Austin, James E. and M. May Seitanidi. “Value Creation through Collaboration.” In Renz, David (eds.), Jossey-Bass Handbook of Nonprofit Leadership and Management. Hoboken: John Wiley & Sons, 2016.

Varley, Pamela and Christine Lettis. “Partners in Child Protection Services: The Department of Social Services and La Alianza Hispana.” Cambridge: Kennedy School of Government. 1996.

Yankey, John A., Barbara Wester Jacobus, and Kelly McNally Koney. “Merging Nonprofit Organizations: The Art and Science of the Deal.” Cleveland: Mandel Center for Nonprofit Organizations. 2001.

Thursday, March 16, 2017

Strategic Planning: The World's Most Valuable List

Everyone loves lists! I think it's human nature. Just look at the rise of PowerPoint or Buzzfeed. With something as complex and fluctuating as strategic planning, the easiest way to express it would be a list. The Jossey-Bass Handbook of Nonprofit Leadership and Management provides John M. Bryson's Strategy Change Cycle, so lets examine it and see what value is being created:

1. Initiate and agree on a strategic planning process

2.  Identify organizational mandates

3. Clarify organizational mission and values

4. Assess the external and internal environments to identify strengths, weaknesses, opportunities, and threats

5. Identify the strategic issues facing the organization

6. Formulate strategies to manage the issues

7. Review and adopt the strategic plan

8. Establish an effective organizational vision

9. Develop an effective implementation process

10. Reassess strategies and the strategic planning process

When engaging in any planning work, it's important to ask: What value is being created by this process? Well, in examining the list above, we can see that strategic planning manages assets and thus creates value by making assets more effective and efficient. Here are just a few ways strategic planning is creating this value by streamlining resources -- and yes, it's another list!
  • Reducing redundancy -- Unlike engineering, program development should not have redundancy. Our steps forward should be focused and achievable as to not burden our limited systems more than once to achieve some good. This is reflected in every step, but particularly in steps 6 and 9. By formulating strategies to manage issues, we assure that when problems occur, we won't have to cyclically resolve them, thus taxing our resources and producign redundancy. And when we develop implementation strategies, we assure that in practice, we can achieve some good without over-allocating our resources and creating redundancy.
  • Streamlining our assets and resources -- Similar to reducing redundancy, when we strategically plan, we assure that our available resources are adequate and efficient in developing some good. This prevents us from wasting precious resources and is primarily the target of steps 2 and 4, though streamlining occurs at every point. In step 2, we identify the requirement guidelines of the organization which could be limiting. This prevents us from mission creep and ensures that the approaches developed tie into the mandate parameters. In step 4, by assessing our SWOT analysis (strengths, weaknesses, opportunities, and strengths), we find programmatic overlap that could help us consolidate our resources to achieve a single focus more efficiently. Further, by anticipating weaknesses and threats, we are better able to set goals and direction for our resource utilization.
Even though we love lists, the most important part of strategic planning is that it is non-terminal. The constant evaluations and reassessments means that the process fold in on itself and moves in new directions all the time. Much like this closing, strategic planning is a process that one should implement at all times ad in all areas of their work.

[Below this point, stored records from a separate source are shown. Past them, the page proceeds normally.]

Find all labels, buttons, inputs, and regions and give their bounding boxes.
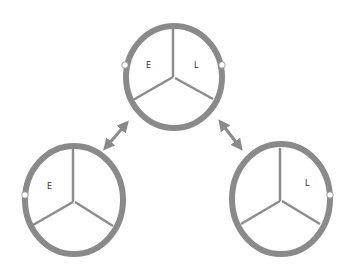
wheel-diagram: E L E L	[0, 0, 352, 274]
bottom-left-wheel-marker-left	[22, 192, 28, 198]
top-wheel-spoke-right	[175, 78, 213, 99]
top-wheel-label-l: L	[194, 61, 199, 70]
bottom-left-wheel-spoke-left	[33, 202, 73, 225]
bottom-left-wheel-spoke-right	[75, 202, 113, 226]
top-wheel-marker-left	[122, 62, 128, 68]
top-wheel-marker-right	[219, 62, 225, 68]
double-arrow-left-icon	[107, 125, 125, 146]
double-arrow-right-icon	[222, 124, 239, 146]
bottom-right-wheel-spoke-left	[241, 201, 280, 224]
bottom-right-wheel-spoke-right	[282, 201, 320, 224]
top-wheel-label-e: E	[146, 61, 151, 70]
top-wheel: E L	[122, 25, 225, 128]
top-wheel-spoke-left	[133, 77, 173, 100]
bottom-right-wheel: L	[232, 144, 333, 254]
bottom-left-wheel: E	[22, 146, 123, 254]
bottom-right-wheel-marker-right	[327, 192, 333, 198]
bottom-right-wheel-label-l: L	[305, 179, 310, 188]
bottom-left-wheel-label-e: E	[47, 182, 52, 191]
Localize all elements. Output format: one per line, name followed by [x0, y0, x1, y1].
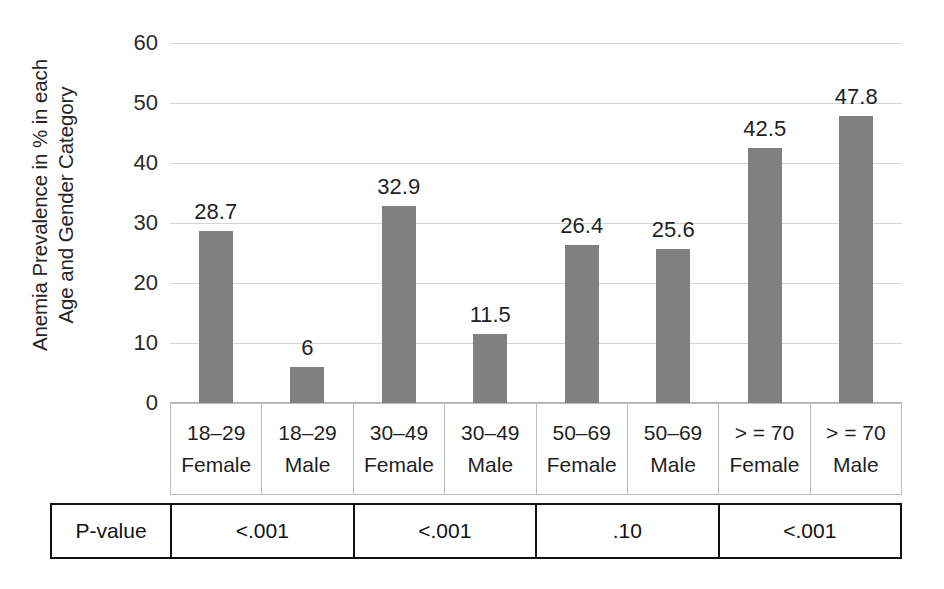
gridline-20	[170, 283, 902, 284]
category-gender-label: Female	[181, 450, 251, 480]
y-axis-title-line-1: Anemia Prevalence in % in each	[27, 59, 53, 351]
anemia-prevalence-figure: Anemia Prevalence in % in each Age and G…	[0, 0, 944, 589]
category-gender-label: Female	[364, 450, 434, 480]
bar	[839, 116, 873, 403]
bar-value-label: 42.5	[743, 116, 786, 142]
bar	[382, 206, 416, 403]
category-cell: 30–49Female	[353, 404, 444, 494]
bar-value-label: 26.4	[560, 213, 603, 239]
y-tick-20: 20	[134, 270, 158, 296]
category-age-label: 50–69	[644, 418, 702, 448]
pvalue-cell-30-49: <.001	[355, 505, 538, 557]
category-age-label: > = 70	[826, 418, 886, 448]
category-gender-label: Female	[547, 450, 617, 480]
bar-value-label: 25.6	[652, 217, 695, 243]
category-cell: 18–29Male	[261, 404, 352, 494]
pvalue-row-label: P-value	[75, 519, 146, 543]
gridline-10	[170, 343, 902, 344]
category-gender-label: Female	[729, 450, 799, 480]
pvalue-value-30-49: <.001	[418, 519, 471, 543]
bar	[748, 148, 782, 403]
bar	[473, 334, 507, 403]
gridline-50	[170, 103, 902, 104]
bar-value-label: 6	[301, 335, 313, 361]
pvalue-cell-18-29: <.001	[172, 505, 355, 557]
bar	[565, 245, 599, 403]
category-cell: 50–69Male	[627, 404, 718, 494]
category-age-label: 50–69	[552, 418, 610, 448]
category-gender-label: Male	[650, 450, 696, 480]
gridline-30	[170, 223, 902, 224]
pvalue-value-50-69: .10	[613, 519, 642, 543]
category-cell: 50–69Female	[536, 404, 627, 494]
y-tick-60: 60	[134, 30, 158, 56]
bar-value-label: 32.9	[377, 174, 420, 200]
y-tick-0: 0	[146, 390, 158, 416]
bar-value-label: 11.5	[470, 302, 511, 328]
gridline-60	[170, 43, 902, 44]
category-age-label: > = 70	[735, 418, 795, 448]
pvalue-value-18-29: <.001	[236, 519, 289, 543]
y-tick-10: 10	[134, 330, 158, 356]
category-cell: > = 70Male	[810, 404, 902, 494]
category-age-label: 30–49	[461, 418, 519, 448]
y-tick-30: 30	[134, 210, 158, 236]
y-tick-50: 50	[134, 90, 158, 116]
y-axis-title: Anemia Prevalence in % in each Age and G…	[8, 0, 98, 410]
category-age-label: 18–29	[278, 418, 336, 448]
bar	[199, 231, 233, 403]
pvalue-row-label-cell: P-value	[52, 505, 172, 557]
plot-area: 28.7632.911.526.425.642.547.8	[170, 43, 902, 403]
pvalue-cell-70-plus: <.001	[720, 505, 901, 557]
bar-value-label: 47.8	[835, 84, 878, 110]
bar	[290, 367, 324, 403]
gridline-40	[170, 163, 902, 164]
bar	[656, 249, 690, 403]
category-gender-label: Male	[833, 450, 879, 480]
pvalue-table: P-value <.001 <.001 .10 <.001	[50, 503, 902, 559]
category-gender-label: Male	[285, 450, 331, 480]
y-axis-tick-labels: 0 10 20 30 40 50 60	[96, 43, 158, 403]
category-cell: 18–29Female	[170, 404, 261, 494]
category-axis-table: 18–29Female18–29Male30–49Female30–49Male…	[170, 403, 902, 495]
pvalue-value-70-plus: <.001	[783, 519, 836, 543]
bar-value-label: 28.7	[194, 199, 237, 225]
category-gender-label: Male	[468, 450, 514, 480]
category-cell: 30–49Male	[444, 404, 535, 494]
category-cell: > = 70Female	[718, 404, 809, 494]
pvalue-cell-50-69: .10	[537, 505, 720, 557]
y-tick-40: 40	[134, 150, 158, 176]
category-age-label: 30–49	[370, 418, 428, 448]
y-axis-title-line-2: Age and Gender Category	[53, 59, 79, 351]
category-age-label: 18–29	[187, 418, 245, 448]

[Former GE CEO John Welch's response to the question 'What makes a good manager'] 
"Good business leaders create a vision, articulate the vision, passionately own the vision, and relentlessly drive it to completion. Above all else, though, good leaders are open. They go up, down, and around their organization to reach people. They don't stick to the established channels."



References 
Bryson, John & Renz, David. The Jossey-Bass handbook of nonprofit leadership and management, Chapter 8.
Tichy, . Charan, R. (1989) Speed, Simplicity, Self-Confidence: An Interview with Jack Welch. Harvard Business Review.